Dayton Daily News

Drugstores to stop locking up black-beauty goods

- By Anne D’Innocenzio

Drugstore chains Walgreens and CVS Health say they will stop locking up beauty and hair care products aimed at black women and other women of color, joining Walmart in ending a practice at some stores that has drawn the ire of customers.

“We are currently ensuring multicultu­ral hair care and beauty products are not stored behind locked cases at any of our stores,” Walgreens said in a statement emailed to The Associated Press late Thursday.

Walmart on Wednesday said it would ban the practice, which took place at a dozen of its 4,700 stores and became the focus of a federal discrimina­tion lawsuit filed in 2018 that was dropped a year later.

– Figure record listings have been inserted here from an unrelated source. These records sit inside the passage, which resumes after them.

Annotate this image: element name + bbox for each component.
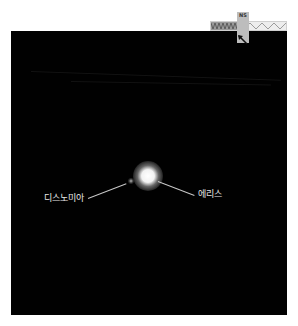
compass-label: NS: [237, 12, 249, 18]
compass-arrow-icon: [237, 31, 249, 43]
dysnomia-body: [128, 178, 134, 184]
dysnomia-label: 디스노미아: [44, 193, 84, 203]
eris-pointer-line: [158, 181, 195, 196]
background-streak: [31, 71, 281, 81]
background-streak: [71, 81, 271, 85]
eris-label: 에리스: [198, 189, 222, 199]
eris-body: [133, 161, 163, 191]
dysnomia-pointer-line: [88, 183, 127, 199]
space-image: 디스노미아 에리스: [11, 31, 287, 315]
compass-label-box: NS: [237, 12, 249, 31]
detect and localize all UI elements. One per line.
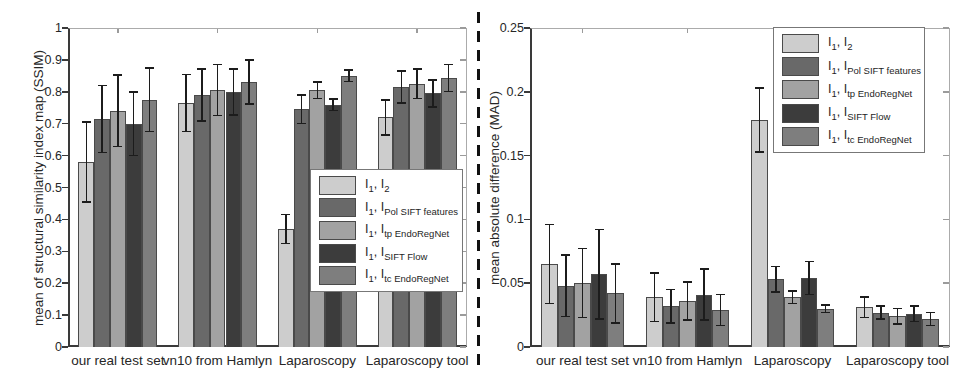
- legend-label: I1, Itp EndoRegNet: [828, 82, 912, 99]
- bar: [817, 309, 834, 347]
- y-tick-mark-right: [943, 91, 949, 93]
- legend-label: I1, IPol SIFT features: [365, 200, 458, 217]
- error-bar-cap-top: [683, 281, 692, 283]
- mad-chart: 00.050.10.150.20.25our real test setvn10…: [0, 0, 960, 381]
- error-bar-cap-top: [700, 268, 709, 270]
- legend-swatch: [782, 57, 819, 76]
- error-bar-line: [687, 282, 689, 320]
- error-bar-line: [703, 269, 705, 320]
- y-tick-mark: [524, 27, 530, 29]
- error-bar-cap-bottom: [611, 322, 620, 324]
- legend-label: I1, Itc EndoRegNet: [365, 267, 449, 284]
- error-bar-line: [930, 313, 932, 326]
- legend-swatch: [319, 266, 356, 285]
- error-bar-line: [598, 230, 600, 319]
- legend-item: I1, IPol SIFT features: [782, 57, 924, 76]
- legend-item: I1, I2: [319, 176, 462, 195]
- error-bar-line: [615, 264, 617, 323]
- y-tick-mark-right: [943, 282, 949, 284]
- error-bar-cap-bottom: [876, 318, 885, 320]
- error-bar-cap-bottom: [771, 291, 780, 293]
- error-bar-line: [670, 290, 672, 323]
- legend-swatch: [319, 221, 356, 240]
- error-bar-line: [549, 225, 551, 304]
- legend-label: I1, ISIFT Flow: [365, 245, 427, 262]
- error-bar-cap-top: [876, 305, 885, 307]
- legend-item: I1, Itp EndoRegNet: [319, 221, 462, 240]
- error-bar-cap-top: [578, 248, 587, 250]
- legend-swatch: [319, 176, 356, 195]
- error-bar-cap-bottom: [545, 303, 554, 305]
- legend: I1, I2I1, IPol SIFT featuresI1, Itp Endo…: [773, 27, 925, 153]
- error-bar-cap-top: [893, 308, 902, 310]
- y-tick-mark-right: [943, 346, 949, 348]
- legend-label: I1, Itc EndoRegNet: [828, 128, 912, 145]
- error-bar-cap-top: [650, 272, 659, 274]
- error-bar-cap-bottom: [788, 303, 797, 305]
- error-bar-cap-bottom: [666, 322, 675, 324]
- legend-swatch: [319, 198, 356, 217]
- y-tick-mark: [524, 282, 530, 284]
- error-bar-cap-bottom: [910, 321, 919, 323]
- error-bar-cap-bottom: [716, 325, 725, 327]
- legend-item: I1, ISIFT Flow: [319, 244, 462, 263]
- legend-item: I1, I2: [782, 34, 924, 53]
- error-bar-cap-bottom: [683, 319, 692, 321]
- error-bar-cap-top: [860, 296, 869, 298]
- y-tick-mark: [524, 91, 530, 93]
- error-bar-line: [720, 295, 722, 326]
- error-bar-cap-top: [788, 290, 797, 292]
- error-bar-cap-bottom: [578, 317, 587, 319]
- error-bar-cap-bottom: [821, 312, 830, 314]
- y-tick-mark-right: [943, 155, 949, 157]
- legend-swatch: [782, 80, 819, 99]
- y-tick-mark: [524, 346, 530, 348]
- error-bar-cap-bottom: [893, 323, 902, 325]
- legend-item: I1, IPol SIFT features: [319, 198, 462, 217]
- error-bar-cap-top: [926, 312, 935, 314]
- error-bar-cap-top: [755, 87, 764, 89]
- error-bar-cap-top: [595, 229, 604, 231]
- legend-label: I1, ISIFT Flow: [828, 105, 890, 122]
- legend-label: I1, I2: [828, 35, 853, 52]
- error-bar-line: [864, 297, 866, 317]
- legend-swatch: [782, 104, 819, 123]
- error-bar-cap-top: [910, 305, 919, 307]
- error-bar-line: [582, 249, 584, 318]
- x-category-label: Laparoscopy tool: [828, 353, 960, 369]
- error-bar-line: [897, 309, 899, 324]
- error-bar-cap-bottom: [755, 151, 764, 153]
- error-bar-cap-top: [611, 263, 620, 265]
- legend: I1, I2I1, IPol SIFT featuresI1, Itp Endo…: [310, 169, 463, 292]
- legend-label: I1, IPol SIFT features: [828, 59, 921, 76]
- error-bar-line: [792, 291, 794, 304]
- bar: [751, 120, 768, 347]
- y-axis-label: mean absolute difference (MAD): [485, 28, 503, 347]
- figure: 00.10.20.30.40.50.60.70.80.91our real te…: [0, 0, 960, 381]
- y-tick-mark: [524, 155, 530, 157]
- x-tick-mark-top: [687, 29, 689, 33]
- legend-item: I1, ISIFT Flow: [782, 104, 924, 123]
- error-bar-line: [775, 267, 777, 293]
- bar: [784, 297, 801, 347]
- legend-swatch: [782, 34, 819, 53]
- error-bar-cap-top: [821, 304, 830, 306]
- legend-swatch: [319, 244, 356, 263]
- error-bar-cap-bottom: [650, 321, 659, 323]
- error-bar-cap-bottom: [805, 294, 814, 296]
- error-bar-cap-top: [666, 289, 675, 291]
- error-bar-line: [913, 306, 915, 321]
- legend-swatch: [782, 127, 819, 146]
- error-bar-cap-top: [545, 224, 554, 226]
- error-bar-cap-top: [716, 294, 725, 296]
- error-bar-line: [759, 88, 761, 152]
- legend-item: I1, Itc EndoRegNet: [319, 266, 462, 285]
- error-bar-line: [565, 255, 567, 316]
- x-tick-mark-top: [582, 29, 584, 33]
- error-bar-line: [880, 306, 882, 319]
- legend-label: I1, I2: [365, 177, 390, 194]
- chart-divider: [477, 12, 480, 372]
- error-bar-line: [808, 262, 810, 295]
- error-bar-cap-bottom: [860, 317, 869, 319]
- error-bar-cap-top: [771, 266, 780, 268]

Retailers are rethinking their merchandis­ing strategies in the wake of protests across the nation against police brutality and racial inequality after the death of George Floyd in Minneapoli­s. While trying to undo discrimina­tory polices, they also realize they can’t afford to turn off multicultu­ral customers who are big spenders of beauty products. CVS noted that it’s grown its textured hair and cosmetics area by 35% over the past year, and many of those brands are black-owned businesses.

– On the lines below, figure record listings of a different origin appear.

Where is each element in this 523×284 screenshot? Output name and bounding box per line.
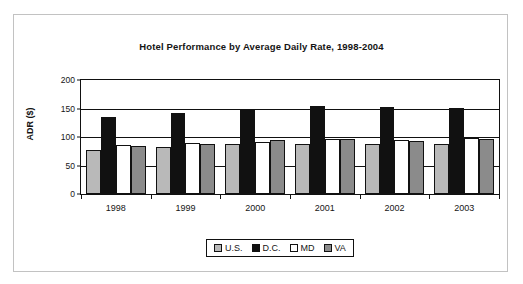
bar-us-2000 (225, 144, 240, 194)
bar-md-2003 (464, 138, 479, 194)
bar-dc-2003 (449, 108, 464, 194)
legend-item-us[interactable]: U.S. (214, 243, 243, 253)
bars-layer (81, 80, 499, 194)
y-tick-label: 100 (61, 132, 75, 142)
x-tick-mark (220, 194, 221, 199)
bar-va-1998 (131, 146, 146, 194)
y-tick-label: 150 (61, 104, 75, 114)
y-tick-label: 200 (61, 75, 75, 85)
bar-va-2001 (340, 139, 355, 194)
bar-us-2002 (365, 144, 380, 194)
x-tick-mark (429, 194, 430, 199)
chart-legend: U.S.D.C.MDVA (206, 239, 354, 257)
x-tick-label-1999: 1999 (175, 203, 195, 213)
x-tick-label-2001: 2001 (315, 203, 335, 213)
legend-label: U.S. (225, 243, 243, 253)
bar-us-1998 (86, 150, 101, 194)
y-tick-label: 50 (66, 161, 75, 171)
plot-area: 050100150200 199819992000200120022003 (80, 79, 500, 195)
bar-group (295, 80, 355, 194)
bar-us-2001 (295, 144, 310, 194)
legend-label: VA (335, 243, 346, 253)
bar-group (225, 80, 285, 194)
legend-item-dc[interactable]: D.C. (252, 243, 281, 253)
y-tick-label: 0 (70, 189, 75, 199)
bar-md-2000 (255, 142, 270, 194)
bar-group (365, 80, 425, 194)
bar-va-2002 (409, 141, 424, 194)
x-tick-mark (81, 194, 82, 199)
bar-us-2003 (434, 144, 449, 194)
x-tick-label-2003: 2003 (454, 203, 474, 213)
bar-dc-2002 (380, 107, 395, 194)
x-tick-mark (360, 194, 361, 199)
y-axis-title: ADR ($) (25, 94, 35, 154)
legend-swatch-icon (324, 244, 332, 252)
figure-root: Hotel Performance by Average Daily Rate,… (0, 0, 523, 284)
legend-label: MD (301, 243, 315, 253)
bar-md-1998 (116, 145, 131, 194)
chart-title: Hotel Performance by Average Daily Rate,… (14, 41, 509, 52)
bar-us-1999 (156, 147, 171, 194)
figure-frame: Hotel Performance by Average Daily Rate,… (13, 14, 508, 272)
legend-item-va[interactable]: VA (324, 243, 346, 253)
bar-group (86, 80, 146, 194)
bar-dc-1998 (101, 117, 116, 194)
bar-md-1999 (185, 143, 200, 194)
bar-md-2002 (394, 140, 409, 194)
bar-group (434, 80, 494, 194)
legend-swatch-icon (252, 244, 260, 252)
bar-va-2003 (479, 139, 494, 194)
bar-md-2001 (325, 139, 340, 194)
legend-swatch-icon (214, 244, 222, 252)
x-tick-label-2002: 2002 (384, 203, 404, 213)
x-tick-label-1998: 1998 (106, 203, 126, 213)
x-tick-label-2000: 2000 (245, 203, 265, 213)
bar-group (156, 80, 216, 194)
bar-dc-1999 (171, 113, 186, 194)
x-tick-mark (290, 194, 291, 199)
bar-va-2000 (270, 140, 285, 194)
legend-label: D.C. (263, 243, 281, 253)
bar-dc-2000 (240, 109, 255, 195)
legend-item-md[interactable]: MD (290, 243, 315, 253)
x-tick-mark (151, 194, 152, 199)
bar-va-1999 (200, 144, 215, 194)
legend-swatch-icon (290, 244, 298, 252)
x-tick-mark (499, 194, 500, 199)
bar-dc-2001 (310, 106, 325, 194)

Many stores have had a long-standing policy of locking up items that have high theft rates. But experts say that locking up items catering to black customers, particular­ly in black neighborho­ods, is widespread and retailers need to abolish it. They also say that stores lock up more items in black neighborho­ods compared to white neighborho­ods.

“If you lock up products for black people and you aren’t doing that for products for white customers, that is discrimina­tory,” said Neil Saunders, managing director at GlobalData Retail. “It is out of step with the times we are living now.”